Wisconsin's high-skill occupations commanding premium H-1B salaries—Computer Systems Analysts ($69,598 average), Software Developers ($76,513–$653,994), and Computer Programmers ($60,621)—are geographically concentrated in metropolitan areas with strong tech ecosystems. Greenfield workers displaced from retail lack the educational credentials to transition into these roles without substantial retraining, creating a two-tiered labor market where high-skill positions in technology flourish while mid-skill retail employment vanishes.

H-1B Hiring Dynamics: No Simultaneous Foreign Worker Displacement in Greenfield

The H-1B and LCA data provided does not indicate concurrent foreign worker visa petitions by Sports Authority, David's Bridal, Target, Festival Foods, or Advanced Pain Management. These companies operate in sectors where H-1B hiring is minimal or nonexistent.
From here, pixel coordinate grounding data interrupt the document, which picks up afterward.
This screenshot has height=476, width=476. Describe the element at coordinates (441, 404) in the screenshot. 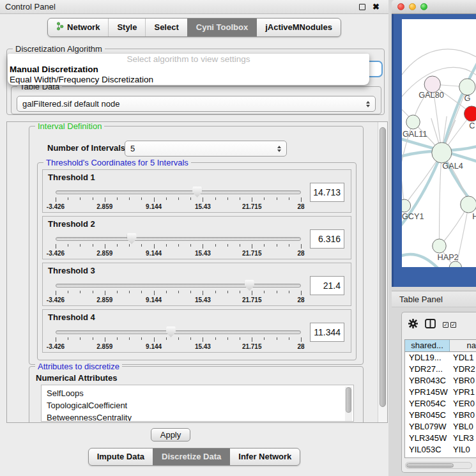

I see `table-row: YER054CYER0` at that location.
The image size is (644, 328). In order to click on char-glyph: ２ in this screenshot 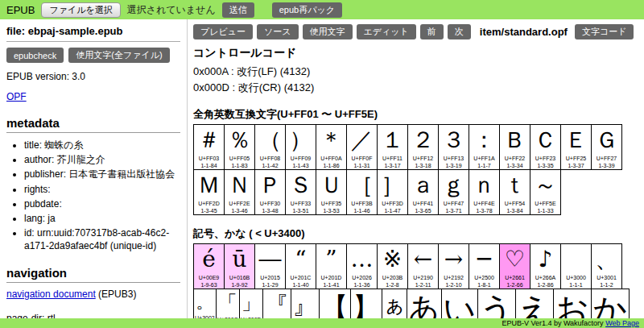, I will do `click(423, 140)`.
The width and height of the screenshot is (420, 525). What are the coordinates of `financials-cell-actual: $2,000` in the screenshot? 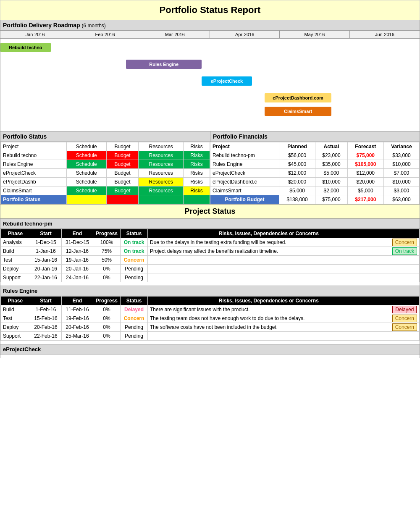 It's located at (332, 191).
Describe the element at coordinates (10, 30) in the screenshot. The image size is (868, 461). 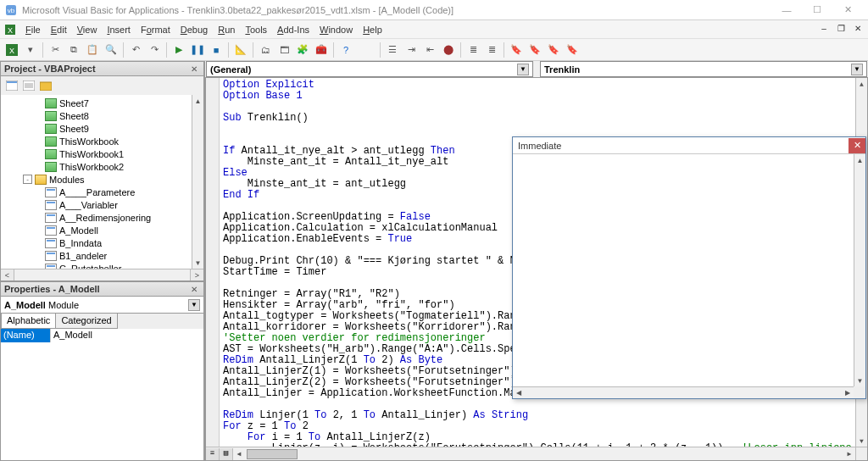
I see `excel-doc-icon: X` at that location.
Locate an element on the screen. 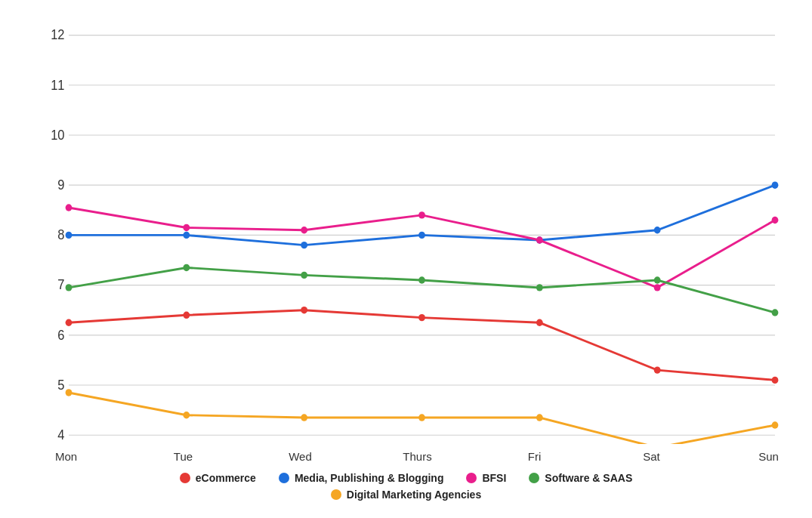  x-axis-label: Fri is located at coordinates (535, 456).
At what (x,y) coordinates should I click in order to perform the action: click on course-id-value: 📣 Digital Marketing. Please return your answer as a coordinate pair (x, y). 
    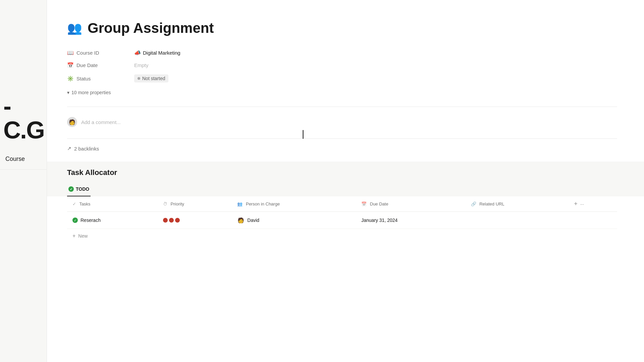
    Looking at the image, I should click on (157, 53).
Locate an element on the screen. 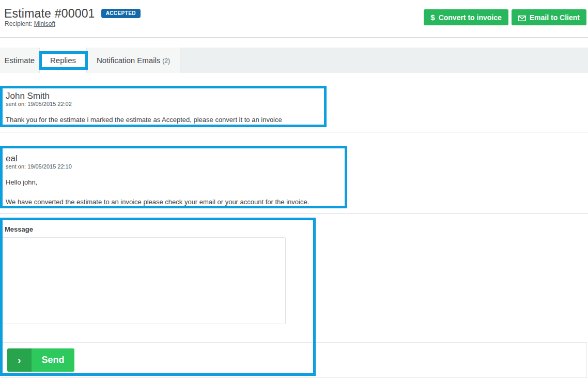  reply-author: eal is located at coordinates (163, 158).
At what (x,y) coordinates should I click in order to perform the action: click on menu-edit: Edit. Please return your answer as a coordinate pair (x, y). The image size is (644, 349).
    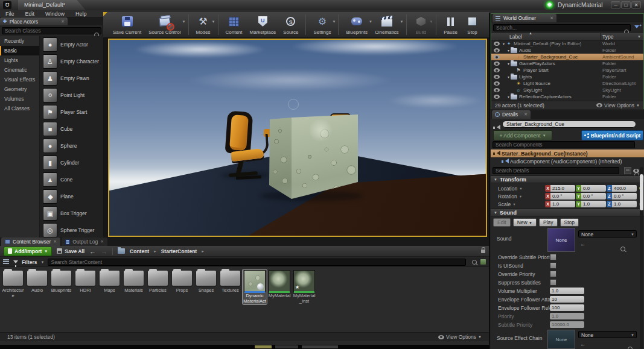
    Looking at the image, I should click on (30, 14).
Retail employment rarely qualifies for H-1B visas (which require specialty occupations), and pain management providers hire domestically trained healthcare professionals. Therefore, Greenfield's layoff pattern does not reflect the "replacement" dynamic sometimes observed in technology or professional services sectors, where companies simultaneously lay off domestic workers while expanding H-1B petitions.
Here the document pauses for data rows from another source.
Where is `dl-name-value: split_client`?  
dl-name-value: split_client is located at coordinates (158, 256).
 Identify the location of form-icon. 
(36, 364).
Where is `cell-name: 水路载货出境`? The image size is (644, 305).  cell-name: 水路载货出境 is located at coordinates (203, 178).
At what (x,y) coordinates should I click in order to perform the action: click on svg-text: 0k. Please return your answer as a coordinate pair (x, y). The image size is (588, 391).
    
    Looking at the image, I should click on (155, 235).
However, the broader Wisconsin H-1B ecosystem reveals a structural bifurcation relevant to Greenfield's prospects. High-wage technology occupations (average $69,598–$76,513, concentrated in Madison and Milwaukee) are increasingly filled via H-1B pathways, while mid-skill retail and healthcare occupations that previously sustained working-class stability in suburbs like Greenfield have contracted domestically without corresponding visa substitution. This divergence suggests that Greenfield workers displaced from retail face retraining into either lower-wage service roles or require migration to urban centers with higher-skill labor demand.

Greenfield's economic future depends on whether the community can catalyze new employment anchors in growing sectors—professional services, technology-adjacent roles, or value-added healthcare services—or whether it will consolidate as a lower-wage service economy supporting a declining retail footprint and aging population.